I call it this the Jeff Foxworthy (of "You might be a red neck" fame) rationale.
We can spy on everyone because, well, some of you might be a terrorist, if not now, then maybe some day.
This kind of "perpetual crisis" not only provides job security for everyone in the security business, it also means they will ever stop collecting this information and potentially using it against us for reasons that have very little to do with terrorism.
So if you don't have a file with the good old FBI, then maybe you've got one with the NSA, or maybe the CIA or even some agency so secret we're not even allowed to know it exists.
(Please note here that these are NEWSPAPERS no one buys anymore undertaking these investigations. No major network would have the balls to confront the government like this. Keeping those in power accountable is the job of a free press and, these stories indicate, we are still, sometimes, up to the job.
On my desk at work, I have a quote from Winston Churchill taped to my computer: "A free press is the unsleeping guardian of every other right that free men prize."

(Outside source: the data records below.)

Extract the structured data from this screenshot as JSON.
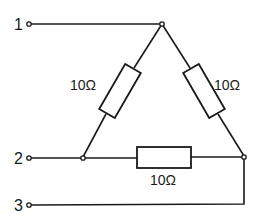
{
  "diagram": {
    "type": "delta (triangle) resistor network",
    "terminals": [
      {
        "id": "t1",
        "label": "1"
      },
      {
        "id": "t2",
        "label": "2"
      },
      {
        "id": "t3",
        "label": "3"
      }
    ],
    "resistors": [
      {
        "id": "r-left",
        "label": "10Ω",
        "between": [
          "top-node",
          "left-node"
        ]
      },
      {
        "id": "r-right",
        "label": "10Ω",
        "between": [
          "top-node",
          "right-node"
        ]
      },
      {
        "id": "r-bottom",
        "label": "10Ω",
        "between": [
          "left-node",
          "right-node"
        ]
      }
    ],
    "connections": [
      "terminal 1 → top node",
      "terminal 2 → left node",
      "terminal 3 → right node"
    ],
    "colors": {
      "line": "#1a1a1a",
      "background": "#ffffff"
    }
  }
}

So when newspapers finally go away, so too will another avenue to find out what the hell our government is doing. But hey, at least we'll always know when Lindsay Fucking Lohan goes back to rehab again! End of rant.)

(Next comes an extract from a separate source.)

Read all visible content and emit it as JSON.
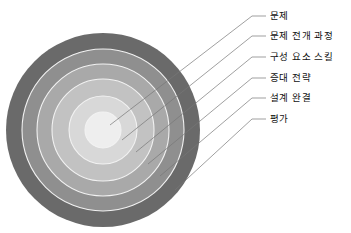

It was inevitable I suppose.
Since the Internet, technology has raced forward at a pace far exceeding our ability to understand its full implications or recognize its downsides, much less muster the collective political will to do something about it.
Needless to say, the security agencies immediately recognized the opportunities and capitalized upon the inability of the political arm to adapt our laws to recognize that communication in an envelope should enjoy the same protections as communication in a virtual envelope.
They might need a court order to open your physical mail, but apparently all it takes is one to open EVERYONE's e-mail, or Internet searches, or Google searches of Skype conversations.
Once the law catches up to those practices, if ever, the government, our government, will already have stockpiled millions of pieces of data on its citizens for use as they see fit in the never-ending "war on terror."
(Seriously, how does one win a "war on terror." When a child gets terrified on a roller coaster, who do we declare war on? The child? The roller coaster?)
And once they have this information, how realistic is it that a law would be passed making them stop or give it back, particularly given that the law, process for enforcing it and contents of the searches are all secret?
These intrusions into our privacy began under President Bush's administration, but it is President Obama who has chosen to continue them and, in some ways, that makes him more guilty in my eyes.
Because, unlike Bush, Obama promised to stop these practices and has, instead, expanded them.
Combine these outrages with a drone program that kills American citizens without trial and one begins to consider that perhaps its not the Second Amendment we need to worry about this president undermining -- it's all the others.
These are supposed to be our founding principles. If we abandon them for convenience or because we're scared or under attack, how sacred can we really be said to consider them?
The fact that Ben Franklin's quote about "those who would sacrifice liberty in exchange for security deserve neither" is so overused its become trite, does not make it any less true.
Why should be we worried about this?
Pretty simple really and Guardian columnist Glenn Greenwald puts it simply:
"No healthy democracy can endure when the most consequential acts of those in power remain secret and unaccountable."